Editor’s note: This is the fourth in a series of five Sarnia-Lambton federal election candidates who spoke at get-to-know-you meetings with the Sarnia-Lambton Golden K Kiwanis Club.
Carmen Lemieux is the Liberal candidate in Sarnia-Lambton.Cathy Dobson
Carmen Lemieux is the Liberal candidate in Sarnia-Lambton. Cathy Dobson

Editor’s note: This is the fourth in a series of five Sarnia-Lambton federal election candidates who spoke at get-to-know-you meetings with the Sarnia-Lambton Golden K Kiwanis Club.

Cathy Dobson

Carmen Lemieux doesn’t miss a beat when asked why she’s running as the Liberal candidate in Sarnia-Lambton.

“I am alarmed at what I see…. regarding white supremacy and gun violence in the United States,” she says.

“I can’t stand by while I see one group demonizing another. That’s what motivates me.”

Seeing any member of a minority persecuted or bullied “doesn’t sit well with me,” she added. “And it never did as a principal.”

Lemieux, 57, is a retired educator. She hasn’t run for political office before but has experience working on previous Liberal candidate campaigns. The most recent was that of the late Dave McPhail, who lost in 2015 to current Sarnia-Lambton MP Marilyn Gladu.

Lemieux grew up in Montreal and spent considerable time visiting the farms of her cousins and her grandparents where, she said, she developed a strong work ethic.

“That informed a lot of my upbringing because farmers will tell you that if you are not doing something, if you are idle, there is something wrong,” she said.

She earned a degree in journalism and political science at Carleton University, and her first job was in communications for Environment Canada.

In the late ‘80s, she was recruited by Dow Chemical to work in the company’s communications department in Sarnia. Dow at the time was facing a difficult public relations challenge with a string of spills and discovery of a chemical “blob” at the bottom of the St. Clair River.

Lemieux said she arrived with preconceptions of a heavily industrial city but was immediately drawn to the mix of urban and rural.

“My first trip here I couldn’t believe how beautiful Sarnia was, and how the rest of the country didn’t know about it,” she said.

In 1992, she pursued her BA and Masters in Education at the University of Windsor and began teaching at the elementary school level.

Lemieux has been married to her husband, Scott McKelvie, for 30 years and said she was attracted in the beginning by his commitment to community.

While raising 21-year-old twins, they became involved in a range of events and organizations including Special Olympics, the Terry Fox Run, and the United Way.

As an educator and school principal for 25 years, Lemieux said she saw first-hand how some families are challenged by mental health, addiction, disabilities and poverty.

That encouraged a great deal of volunteering over the years, including participation in the Ontario Student Nutrition Program she and her husband continue to support.  On Thursday mornings, they can be found serving up hot breakfasts at London Road School.
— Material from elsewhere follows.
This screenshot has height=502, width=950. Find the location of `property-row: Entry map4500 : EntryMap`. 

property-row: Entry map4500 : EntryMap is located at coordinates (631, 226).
Lemieux also works with the elderly in the hospital and helps to keep them oriented with therapeutic and recreational activities.

In introducing herself as a candidate, she has said she intends to represent families in Sarnia-Lambton and be their “bridge to Ottawa.”

The local Liberal association was challenged in recent elections, with the party finishing third in 2015 behind the NDP and Conservatives.

But momentum is building for October’s election. Local party membership has grown to more than 400 since Lemieux was acclaimed in May as the local candidate, according to Liberal association chair Eileen Viola.